Friday, February 29, 2008

Not So Positive Thinking

Two auditions at 10 am today - Sacramento Music Circus's summer season, and a 50th Anniversary tribute concert of an iconic American musical. I go with the former because it's close, in Connecticut, and more suited to my the type than the singing heavy musicals like Sweeney Todd and Evita at SMC. But if things go quickly, maybe I can hit both.

I signed up a week before and I show up before 9:30 so I'm in the first group. It is a rare coed call, and surprisingly, there are more boys than girls, since many ladies chose SMC.

A few minutes after ten we enter the room. The choreographer explains that the director is in a production meeting next door, so after we learn the combination, instead of making cuts as usual, we will be sent out to wait while the other groups learn. Annoying.

Even more annoying 45 minutes later, after all three groups have learned the combination, we are brought back in and told the director is still in his meeting, so let's just run the dance a few more times to stall. Because we have nothing better to do apparently.

I'm sorry, but when you arrange for over 100 unemployed dancers to be at a certain location, dressed and warmed up at a certain time, you owe them the respect of pausing your meeting with your set designer that could be held at any time and walking a few studios over and not wasting our time.

But I am trying to be positive, so I patiently perfect my routine, and within ten minutes the director graces us with his presence.

We do the simple ballet, but I hop on the double pirouette, almost falling out of it. After they explain his is a concert version and we are looking for very specific roles (all the more reason not to keep us waiting), I am cut. So I could have been cut for not being the desired type. But I am furious at myself for biffing the pirouette. The floor was slippery and the step into the turn awkward, but come on, I've been doing double pirouettes for like 20 years now, I take ballet multiple times a week where I execute them without a problem, so why do I screw it up now when it matters?

In the elevator, a fellow dancer is fuming. He complains about the wasted hour. I join in, condemning the director's rudeness. He notes the kept dancers weren't great anyway. I agree. Now I am angry at the director and not at myself. And that's okay. Lesson for the day: If you can't be positive, blame someone else, or the screwy system. I'm not lazy, and I shouldn't beat myself up. I wouldn't want to work for that jerk anyway.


Activity.
Word for word, write out the entries that follow, omitting all pictures.

(Records from a data collection)
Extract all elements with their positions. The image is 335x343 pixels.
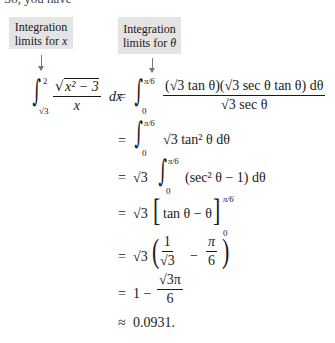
approx-sign: ≈	[118, 315, 126, 331]
upper-limit: 2	[43, 76, 47, 86]
x-limits-label: Integration limits for x	[9, 17, 73, 49]
intro-text: So, you have	[4, 0, 72, 7]
equals-sign: =	[118, 249, 126, 265]
pi-fraction: √3π 6	[157, 272, 183, 307]
integral-sign: ∫	[33, 76, 42, 106]
lower-limit: √3	[39, 106, 48, 116]
label-line-2: limits for θ	[122, 36, 177, 50]
theta-limits-label: Integration limits for θ	[118, 17, 181, 54]
down-arrow-icon	[41, 55, 42, 70]
equals-sign: =	[118, 89, 126, 105]
label-line-1: Integration	[13, 20, 69, 34]
equals-sign: =	[118, 286, 126, 302]
substituted-fraction: (√3 tan θ)(√3 sec θ tan θ) dθ √3 sec θ	[163, 78, 325, 113]
down-arrow-icon	[152, 58, 153, 72]
final-value: 0.0931.	[133, 315, 175, 331]
equals-sign: =	[118, 206, 126, 222]
integrand-fraction: √x² − 3 x	[53, 78, 101, 114]
label-line-1: Integration	[122, 22, 177, 36]
equals-sign: =	[118, 170, 126, 186]
equals-sign: =	[118, 133, 126, 149]
label-line-2: limits for x	[13, 34, 69, 48]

Written response.
Extract all elements with their positions. The image is 335x343 pixels.
approx-sign: ≈	[118, 315, 126, 331]
upper-limit: 2	[43, 76, 47, 86]
x-limits-label: Integration limits for x	[9, 17, 73, 49]
intro-text: So, you have	[4, 0, 72, 7]
equals-sign: =	[118, 249, 126, 265]
pi-fraction: √3π 6	[157, 272, 183, 307]
integral-sign: ∫	[33, 76, 42, 106]
lower-limit: √3	[39, 106, 48, 116]
label-line-2: limits for θ	[122, 36, 177, 50]
theta-limits-label: Integration limits for θ	[118, 17, 181, 54]
down-arrow-icon	[41, 55, 42, 70]
equals-sign: =	[118, 89, 126, 105]
label-line-1: Integration	[13, 20, 69, 34]
equals-sign: =	[118, 286, 126, 302]
substituted-fraction: (√3 tan θ)(√3 sec θ tan θ) dθ √3 sec θ	[163, 78, 325, 113]
down-arrow-icon	[152, 58, 153, 72]
final-value: 0.0931.	[133, 315, 175, 331]
equals-sign: =	[118, 206, 126, 222]
integrand-fraction: √x² − 3 x	[53, 78, 101, 114]
label-line-1: Integration	[122, 22, 177, 36]
equals-sign: =	[118, 170, 126, 186]
equals-sign: =	[118, 133, 126, 149]
label-line-2: limits for x	[13, 34, 69, 48]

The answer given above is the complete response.